The Bacon Manuscript

Author: Yvette Lopez

In 1586 AD, the Holy Roman Emperor Rudolf II paid a mighty sum for the possession of a manuscript that was to become the object of mystery for centuries to come. The manuscript itself was a small volume of 8.5" x 5.75". It contained nearly 300 pages written in heavy black ink on vellum. Included were many colored illustrations of plants, leaves, roots, astrological diagrams, realistic and symbolical representations of cell development, and unusual pictures of nude women. Its content was a concealment of some kind of secret code believed by Rudolf II to have been the work of Roger Bacon, because on the first line of a three-line "key" written on the last leaf stated: "To me, Roger Bacon."

Roger Bacon was a 13th century English philosopher also known for having had a reputation for being a magician. He took a great interest in experimental science, but his discoveries were condemned as being black magic. He was persecuted by the Church and was forbidden to write; so he devised a strategy to conceal the documentations of his work--he recorded them in cipher.

After the abdication of Rudolf II in 1611, the manuscript was passed on to his botanist, Jacobus de Tepenecz of Prague, who, for some reason, autographed the manuscript itself. Like many others of the former Emperor's scholar's, De Tepenecz could not decipher the script; neither could anyone else who got hold of the manuscript thereafter. It was finally put away as a secret for many years until a rare-book dealer, Wilfrid Voynich, found it in an ancient castle in southern Europe in 1912. He brought it to the United States to have it deciphered, but to no avail.

It was not until 1921 that someone finally claimed to be able to read it. His name was Professor Newbold of the University of Pennsylvania. He stated that the manuscript established that Roger Bacon had used both a telescope and a microscope in his experiments, and that the drawings were his observations of nebulae and spermatozoa in a symbolical or allegorical manner.

It was not until after his death in 1928 that another scholar (John M. Manley), who was an expert in manuscripts and also in codes and ciphers, showed Newbold's supposed "decipherments" to be completely imaginary. He claimed that Newbold's system of deciphering could have led to any number of plain text solutions; therefore, his claims were based on false illusions.

Although Manley may have been proven correct, Newbold's intuitions regarding the themes being illustrations, the last key page, the characteristic of star names (named after famous men of antiquity), were all correct. Experts also know that the "alphabet" of the manuscript (identified by Robert S. Brumbaugh himself) derives from a type of numerology. It is an unknown alphabet, perhaps Arabic in origen, with an artificial language, thought to be a variation of Latin. As it is deciphered, however, the message is unclear and is repititious of names of countries and chemicals that appear and disappear. Botanists cannot even identify most of the plants in the illustrations. The manuscript itself is so long enough to suggested that it may indeed conceal a second cipher.

Roger Bacon's manuscript has been one of the most enigmatic and interesting manuscripts ever to challenge the knowledge, patience, and ambition of scholars around the world.

References

Brumbaugh, Robert S. ed. The Most Mysterious Manuscript: The Voynich
"Roger Bacon" Cipher Manuscript. Carbondale and Edwardsville,
Illinois: Southern Illinois University Press, 1978.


## ACTIVITY:
Work out how many lines of the material below mention the word "trajectories"; reply with the number only.

## GIVEN RECORDS:

---------------

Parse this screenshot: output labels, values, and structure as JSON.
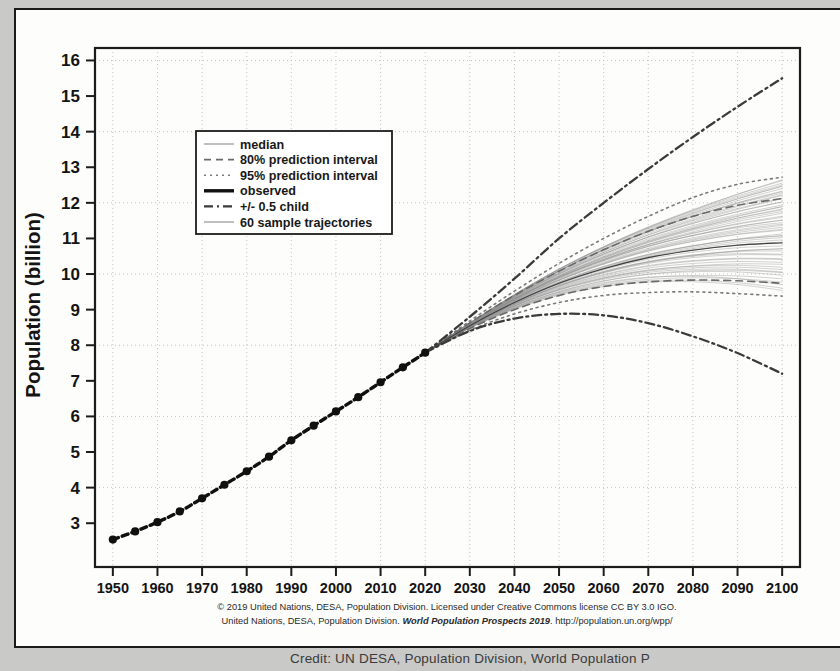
{
  "figure": {
    "caption_line1": "© 2019 United Nations, DESA, Population Division. Licensed under Creative Commons license CC BY 3.0 IGO.",
    "caption_line2_a": "United Nations, DESA, Population Division. ",
    "caption_line2_italic": "World Population Prospects 2019",
    "caption_line2_b": ". http://population.un.org/wpp/",
    "credit": "Credit: UN DESA, Population Division, World Population P"
  },
  "chart_data": {
    "type": "line",
    "title": "",
    "xlabel": "",
    "ylabel": "Population (billion)",
    "xlim": [
      1946,
      2104
    ],
    "ylim": [
      1.77,
      16.35
    ],
    "xticks": [
      1950,
      1960,
      1970,
      1980,
      1990,
      2000,
      2010,
      2020,
      2030,
      2040,
      2050,
      2060,
      2070,
      2080,
      2090,
      2100
    ],
    "yticks": [
      3,
      4,
      5,
      6,
      7,
      8,
      9,
      10,
      11,
      12,
      13,
      14,
      15,
      16
    ],
    "grid": true,
    "grid_color": "#c4c4c4",
    "legend_position": "upper-left",
    "series": [
      {
        "name": "observed",
        "style": "solid-thick-markers",
        "color": "#101010",
        "x": [
          1950,
          1955,
          1960,
          1965,
          1970,
          1975,
          1980,
          1985,
          1990,
          1995,
          2000,
          2005,
          2010,
          2015,
          2020
        ],
        "values": [
          2.54,
          2.77,
          3.03,
          3.33,
          3.7,
          4.08,
          4.46,
          4.87,
          5.33,
          5.74,
          6.14,
          6.54,
          6.96,
          7.38,
          7.79
        ]
      },
      {
        "name": "median",
        "style": "solid-thin",
        "color": "#555555",
        "x": [
          2020,
          2030,
          2040,
          2050,
          2060,
          2070,
          2080,
          2090,
          2100
        ],
        "values": [
          7.79,
          8.55,
          9.2,
          9.74,
          10.15,
          10.46,
          10.67,
          10.81,
          10.88
        ]
      },
      {
        "name": "80% prediction interval",
        "style": "dashed",
        "color": "#6a6a6a",
        "x": [
          2020,
          2030,
          2040,
          2050,
          2060,
          2070,
          2080,
          2090,
          2100
        ],
        "upper": [
          7.79,
          8.63,
          9.4,
          10.08,
          10.68,
          11.2,
          11.62,
          11.93,
          12.12
        ],
        "lower": [
          7.79,
          8.47,
          9.0,
          9.4,
          9.65,
          9.78,
          9.83,
          9.81,
          9.74
        ]
      },
      {
        "name": "95% prediction interval",
        "style": "dotted",
        "color": "#7b7b7b",
        "x": [
          2020,
          2030,
          2040,
          2050,
          2060,
          2070,
          2080,
          2090,
          2100
        ],
        "upper": [
          7.79,
          8.68,
          9.52,
          10.3,
          11.0,
          11.62,
          12.15,
          12.52,
          12.72
        ],
        "lower": [
          7.79,
          8.42,
          8.88,
          9.2,
          9.4,
          9.48,
          9.5,
          9.45,
          9.38
        ]
      },
      {
        "name": "+/- 0.5 child upper",
        "style": "dash-dot",
        "color": "#3b3b3b",
        "x": [
          2020,
          2030,
          2040,
          2050,
          2060,
          2070,
          2080,
          2090,
          2100
        ],
        "values": [
          7.79,
          8.8,
          9.87,
          11.0,
          12.0,
          12.95,
          13.85,
          14.7,
          15.5
        ]
      },
      {
        "name": "+/- 0.5 child lower",
        "style": "dash-dot",
        "color": "#3b3b3b",
        "x": [
          2020,
          2030,
          2040,
          2050,
          2060,
          2070,
          2080,
          2090,
          2100
        ],
        "values": [
          7.79,
          8.4,
          8.75,
          8.88,
          8.84,
          8.62,
          8.25,
          7.78,
          7.2
        ]
      },
      {
        "name": "60 sample trajectories",
        "style": "solid-thin-multi",
        "color": "#8a8a8a",
        "count": 60,
        "x": [
          2020,
          2100
        ],
        "spread_2100": [
          9.42,
          12.65
        ]
      }
    ],
    "legend": [
      {
        "label": "median",
        "style": "solid-thin",
        "color": "#8d8d8d"
      },
      {
        "label": "80% prediction interval",
        "style": "dashed",
        "color": "#6a6a6a"
      },
      {
        "label": "95% prediction interval",
        "style": "dotted",
        "color": "#7b7b7b"
      },
      {
        "label": "observed",
        "style": "solid-thick",
        "color": "#101010"
      },
      {
        "label": "+/- 0.5 child",
        "style": "dash-dot",
        "color": "#3b3b3b"
      },
      {
        "label": "60 sample trajectories",
        "style": "solid-thin",
        "color": "#8a8a8a"
      }
    ]
  }
}
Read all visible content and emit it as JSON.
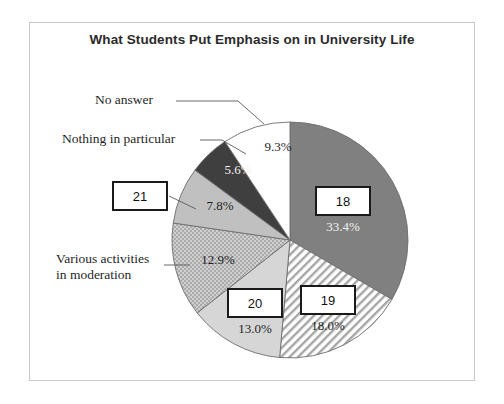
{
  "chart_data": {
    "type": "pie",
    "title": "What Students Put Emphasis on in University Life",
    "subtitle": "",
    "xlabel": "",
    "ylabel": "",
    "grid": false,
    "legend_position": "none",
    "total_percent": 100.0,
    "start_angle_deg": 0,
    "direction": "clockwise",
    "categories": [
      "18",
      "19",
      "20",
      "Various activities in moderation",
      "21",
      "Nothing in particular",
      "No answer"
    ],
    "values": [
      33.4,
      18.0,
      13.0,
      12.9,
      7.8,
      5.6,
      9.3
    ],
    "slices": [
      {
        "label": "18",
        "label_kind": "boxed-number",
        "percent": 33.4,
        "percent_text": "33.4%",
        "fill": "#808080",
        "pattern": "solid",
        "percent_text_color": "#f2f2f2"
      },
      {
        "label": "19",
        "label_kind": "boxed-number",
        "percent": 18.0,
        "percent_text": "18.0%",
        "fill": "#ffffff",
        "pattern": "diagonal-hatch",
        "percent_text_color": "#1f1f1f"
      },
      {
        "label": "20",
        "label_kind": "boxed-number",
        "percent": 13.0,
        "percent_text": "13.0%",
        "fill": "#d6d6d6",
        "pattern": "solid",
        "percent_text_color": "#1f1f1f"
      },
      {
        "label": "Various activities in moderation",
        "label_kind": "callout-text",
        "percent": 12.9,
        "percent_text": "12.9%",
        "fill": "#c4c4c4",
        "pattern": "stipple-dots",
        "percent_text_color": "#1f1f1f"
      },
      {
        "label": "21",
        "label_kind": "boxed-number",
        "percent": 7.8,
        "percent_text": "7.8%",
        "fill": "#c0c0c0",
        "pattern": "solid",
        "percent_text_color": "#1f1f1f"
      },
      {
        "label": "Nothing in particular",
        "label_kind": "callout-text",
        "percent": 5.6,
        "percent_text": "5.6%",
        "fill": "#3f3f3f",
        "pattern": "solid",
        "percent_text_color": "#f2f2f2"
      },
      {
        "label": "No answer",
        "label_kind": "callout-text",
        "percent": 9.3,
        "percent_text": "9.3%",
        "fill": "#ffffff",
        "pattern": "solid",
        "percent_text_color": "#1f1f1f"
      }
    ]
  },
  "labels": {
    "no_answer": "No answer",
    "nothing_in_particular": "Nothing in particular",
    "various_activities_line1": "Various activities",
    "various_activities_line2": "in moderation",
    "box_18": "18",
    "box_19": "19",
    "box_20": "20",
    "box_21": "21"
  },
  "percents": {
    "p18": "33.4%",
    "p19": "18.0%",
    "p20": "13.0%",
    "p_various": "12.9%",
    "p21": "7.8%",
    "p_nothing": "5.6%",
    "p_no_answer": "9.3%"
  },
  "colors": {
    "slice_18": "#808080",
    "slice_19_hatch": "#9a9a9a",
    "slice_20": "#d6d6d6",
    "slice_various": "#c4c4c4",
    "slice_21": "#c0c0c0",
    "slice_nothing": "#3f3f3f",
    "slice_no_answer": "#ffffff",
    "outline": "#6e6e6e",
    "frame": "#c9c9c9",
    "title_text": "#2b2b2b",
    "label_text": "#1f1f1f",
    "box_border": "#1a1a1a"
  }
}
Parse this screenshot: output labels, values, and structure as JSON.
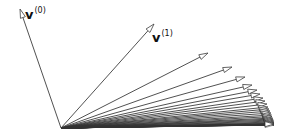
{
  "diagram": {
    "origin": [
      61,
      128
    ],
    "stroke_color": "#333333",
    "arrowhead_fill": "#ffffff",
    "labels": [
      {
        "id": "v0",
        "symbol": "v",
        "superscript": "(0)",
        "x": 25,
        "y": 6
      },
      {
        "id": "v1",
        "symbol": "v",
        "superscript": "(1)",
        "x": 152,
        "y": 29
      }
    ],
    "vectors": [
      [
        20,
        9
      ],
      [
        154,
        24
      ],
      [
        208,
        53
      ],
      [
        232,
        67
      ],
      [
        245,
        77
      ],
      [
        252,
        85
      ],
      [
        257,
        90
      ],
      [
        260,
        94
      ],
      [
        263,
        98
      ],
      [
        265,
        101
      ],
      [
        267,
        104
      ],
      [
        268,
        107
      ],
      [
        269,
        109
      ],
      [
        270,
        111
      ],
      [
        271,
        113
      ],
      [
        271.5,
        115
      ],
      [
        272,
        116.5
      ],
      [
        272.5,
        118
      ],
      [
        273,
        119
      ],
      [
        273.3,
        120
      ],
      [
        273.6,
        121
      ],
      [
        273.8,
        122
      ],
      [
        274,
        122.8
      ],
      [
        274,
        123.4
      ],
      [
        274,
        124
      ]
    ],
    "dense_tail_count": 40,
    "dense_tail_limit": [
      274,
      125
    ]
  }
}
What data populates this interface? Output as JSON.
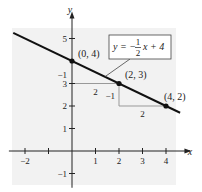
{
  "chart_data": {
    "type": "line",
    "title": "",
    "xlabel": "x",
    "ylabel": "y",
    "xlim": [
      -2.6,
      4.7
    ],
    "ylim": [
      -1.5,
      5.8
    ],
    "grid": false,
    "x_ticks": [
      -2,
      -1,
      1,
      2,
      3,
      4
    ],
    "x_tick_labels": [
      "−2",
      "",
      "1",
      "2",
      "3",
      "4"
    ],
    "y_ticks": [
      -1,
      1,
      2,
      3,
      5
    ],
    "y_tick_labels": [
      "−1",
      "1",
      "2",
      "3",
      "5"
    ],
    "series": [
      {
        "name": "y = -1/2 x + 4",
        "equation": {
          "slope": -0.5,
          "intercept": 4
        },
        "x_range": [
          -2.5,
          4.6
        ]
      }
    ],
    "points": [
      {
        "x": 0,
        "y": 4,
        "label": "(0, 4)"
      },
      {
        "x": 2,
        "y": 3,
        "label": "(2, 3)"
      },
      {
        "x": 4,
        "y": 2,
        "label": "(4, 2)"
      }
    ],
    "slope_triangles": [
      {
        "from": [
          0,
          4
        ],
        "corner": [
          2,
          3
        ],
        "run_label": "2",
        "rise_label": "−1",
        "corner_at": [
          0,
          3
        ]
      },
      {
        "from": [
          2,
          3
        ],
        "to": [
          4,
          2
        ],
        "run_label": "2",
        "rise_label": "−1",
        "corner_at": [
          2,
          2
        ]
      }
    ],
    "annotation": {
      "text_prefix": "y = −",
      "frac_num": "1",
      "frac_den": "2",
      "text_suffix": "x + 4",
      "points_to": [
        1.4,
        3.3
      ]
    }
  }
}
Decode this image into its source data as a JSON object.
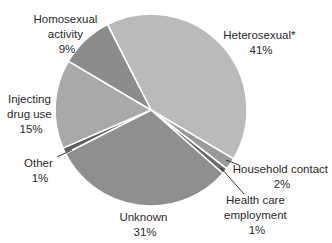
{
  "chart_data": {
    "type": "pie",
    "title": "",
    "start_direction": "upper-left",
    "direction": "clockwise",
    "slices": [
      {
        "label": "Heterosexual*",
        "value": 41,
        "display": "41%",
        "color": "#bababa"
      },
      {
        "label": "Household contact",
        "value": 2,
        "display": "2%",
        "color": "#9a9a9a"
      },
      {
        "label": "Health care employment",
        "value": 1,
        "display": "1%",
        "color": "#6a6a6a"
      },
      {
        "label": "Unknown",
        "value": 31,
        "display": "31%",
        "color": "#8f8f8f"
      },
      {
        "label": "Other",
        "value": 1,
        "display": "1%",
        "color": "#5f5f5f"
      },
      {
        "label": "Injecting drug use",
        "value": 15,
        "display": "15%",
        "color": "#a9a9a9"
      },
      {
        "label": "Homosexual activity",
        "value": 9,
        "display": "9%",
        "color": "#8c8c8c"
      }
    ]
  },
  "labels": {
    "heterosexual": {
      "lines": [
        "Heterosexual*",
        "41%"
      ]
    },
    "household": {
      "lines": [
        "Household contact",
        "2%"
      ]
    },
    "healthcare": {
      "lines": [
        "Health care",
        "employment",
        "1%"
      ]
    },
    "unknown": {
      "lines": [
        "Unknown",
        "31%"
      ]
    },
    "other": {
      "lines": [
        "Other",
        "1%"
      ]
    },
    "injecting": {
      "lines": [
        "Injecting",
        "drug use",
        "15%"
      ]
    },
    "homosexual": {
      "lines": [
        "Homosexual",
        "activity",
        "9%"
      ]
    }
  }
}
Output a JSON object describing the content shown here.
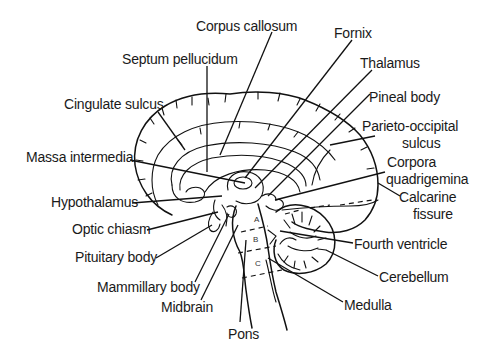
{
  "diagram": {
    "labels": {
      "corpus_callosum": "Corpus callosum",
      "septum_pellucidum": "Septum pellucidum",
      "fornix": "Fornix",
      "thalamus": "Thalamus",
      "pineal_body": "Pineal body",
      "parieto_occipital_line1": "Parieto-occipital",
      "parieto_occipital_line2": "sulcus",
      "cingulate_sulcus": "Cingulate sulcus",
      "massa_intermedia": "Massa intermedia",
      "corpora_line1": "Corpora",
      "corpora_line2": "quadrigemina",
      "calcarine_line1": "Calcarine",
      "calcarine_line2": "fissure",
      "hypothalamus": "Hypothalamus",
      "optic_chiasm": "Optic chiasm",
      "pituitary_body": "Pituitary body",
      "mammillary_body": "Mammillary body",
      "midbrain": "Midbrain",
      "pons": "Pons",
      "fourth_ventricle": "Fourth ventricle",
      "cerebellum": "Cerebellum",
      "medulla": "Medulla"
    },
    "brainstem_markers": {
      "a": "A",
      "b": "B",
      "c": "C"
    },
    "colors": {
      "ink": "#111111",
      "background": "#ffffff"
    }
  }
}
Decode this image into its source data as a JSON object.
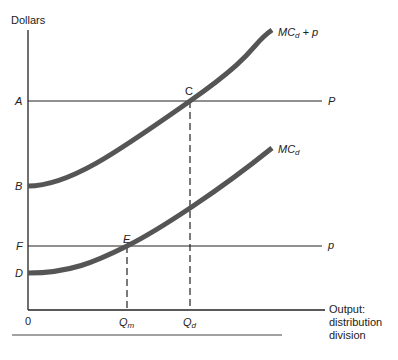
{
  "diagram": {
    "y_axis_label": "Dollars",
    "x_axis_label": [
      "Output:",
      "distribution",
      "division"
    ],
    "origin_label": "0",
    "y_levels": [
      {
        "id": "A",
        "label": "A",
        "line_label": "P",
        "description": "horizontal price line P"
      },
      {
        "id": "B",
        "label": "B",
        "description": "intercept of MC_d + p"
      },
      {
        "id": "F",
        "label": "F",
        "line_label": "p",
        "description": "horizontal line p"
      },
      {
        "id": "D",
        "label": "D",
        "description": "intercept of MC_d"
      }
    ],
    "points": [
      {
        "id": "C",
        "label": "C",
        "description": "intersection of MC_d + p and P"
      },
      {
        "id": "E",
        "label": "E",
        "description": "intersection of MC_d and p"
      }
    ],
    "curves": [
      {
        "id": "mcd_plus_p",
        "label_main": "MC",
        "label_sub": "d",
        "label_tail": " + p"
      },
      {
        "id": "mcd",
        "label_main": "MC",
        "label_sub": "d"
      }
    ],
    "x_ticks": [
      {
        "id": "Qm",
        "label_main": "Q",
        "label_sub": "m"
      },
      {
        "id": "Qd",
        "label_main": "Q",
        "label_sub": "d"
      }
    ],
    "colors": {
      "curve": "#555555",
      "axis": "#222222",
      "text": "#222222"
    }
  }
}
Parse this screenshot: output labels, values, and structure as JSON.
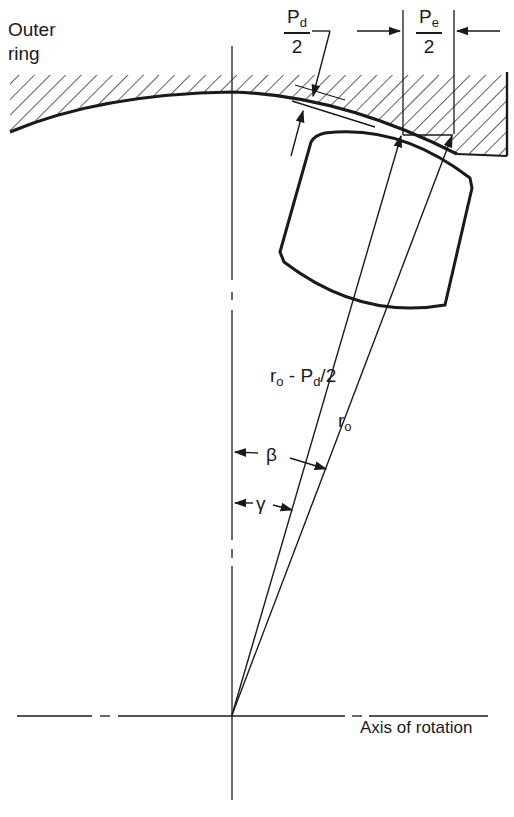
{
  "diagram": {
    "labels": {
      "outer_ring_line1": "Outer",
      "outer_ring_line2": "ring",
      "pd_num_main": "P",
      "pd_num_sub": "d",
      "pd_den": "2",
      "pe_num_main": "P",
      "pe_num_sub": "e",
      "pe_den": "2",
      "r_minus_main": "r",
      "r_minus_sub": "o",
      "r_minus_mid": " - P",
      "r_minus_sub2": "d",
      "r_minus_tail": "/2",
      "ro_main": "r",
      "ro_sub": "o",
      "beta": "β",
      "gamma": "γ",
      "axis_of_rotation": "Axis of rotation"
    },
    "colors": {
      "ink": "#1a1a1a",
      "background": "#ffffff"
    }
  }
}
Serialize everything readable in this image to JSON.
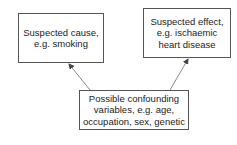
{
  "diagram": {
    "nodes": {
      "cause": {
        "label": "Suspected cause,\ne.g. smoking"
      },
      "effect": {
        "label": "Suspected effect,\ne.g. ischaemic\nheart disease"
      },
      "confounders": {
        "label": "Possible confounding\nvariables, e.g. age,\noccupation, sex, genetic"
      }
    },
    "edges": [
      {
        "from": "confounders",
        "to": "cause"
      },
      {
        "from": "confounders",
        "to": "effect"
      }
    ],
    "colors": {
      "border": "#555555",
      "arrow": "#888888",
      "text": "#222222"
    }
  }
}
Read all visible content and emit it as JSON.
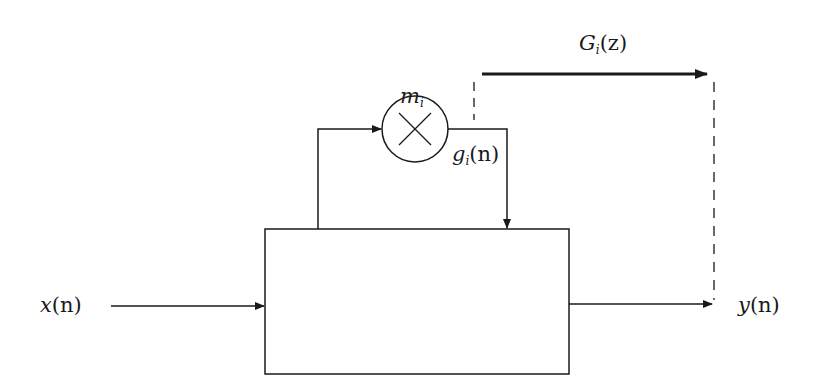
{
  "diagram": {
    "type": "block-diagram",
    "colors": {
      "stroke": "#1a1a1a",
      "background": "#ffffff"
    },
    "labels": {
      "input": {
        "base": "x",
        "arg": "(n)"
      },
      "output": {
        "base": "y",
        "arg": "(n)"
      },
      "multiplier_gain": {
        "base": "m",
        "sub": "i"
      },
      "branch_signal": {
        "base": "g",
        "sub": "i",
        "arg": "(n)"
      },
      "transfer_function": {
        "base": "G",
        "sub": "i",
        "arg": "(z)"
      }
    },
    "nodes": [
      {
        "id": "main-block",
        "kind": "rectangle",
        "label": ""
      },
      {
        "id": "multiplier",
        "kind": "circle-cross",
        "label": "m_i"
      }
    ],
    "edges": [
      {
        "from": "x(n)",
        "to": "main-block",
        "style": "solid"
      },
      {
        "from": "main-block",
        "to": "multiplier",
        "style": "solid"
      },
      {
        "from": "multiplier",
        "to": "main-block",
        "style": "solid",
        "label": "g_i(n)"
      },
      {
        "from": "main-block",
        "to": "y(n)",
        "style": "solid"
      },
      {
        "from": "g_i(n) tap",
        "to": "y(n)",
        "style": "dashed-bracket",
        "label": "G_i(z)"
      }
    ]
  }
}
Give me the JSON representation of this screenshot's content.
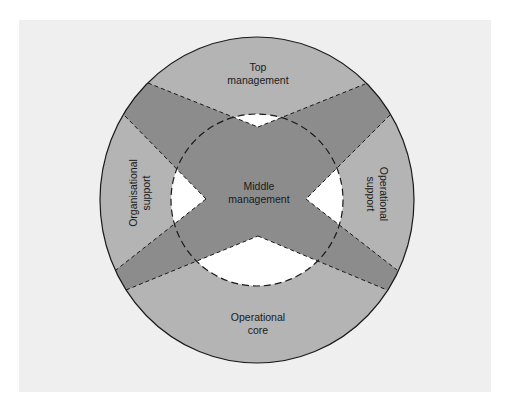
{
  "diagram": {
    "type": "organisational-structure-circle",
    "colors": {
      "background_panel": "#efefef",
      "outer_ring": "#b4b4b4",
      "middle_band": "#8c8c8c",
      "inner_gap": "#ffffff",
      "outline": "#1a1a1a"
    },
    "regions": {
      "top": {
        "line1": "Top",
        "line2": "management"
      },
      "center": {
        "line1": "Middle",
        "line2": "management"
      },
      "left": {
        "line1": "Organisational",
        "line2": "support"
      },
      "right": {
        "line1": "Operational",
        "line2": "support"
      },
      "bottom": {
        "line1": "Operational",
        "line2": "core"
      }
    }
  }
}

---------------

## ANSWER TO THIS TASK:
2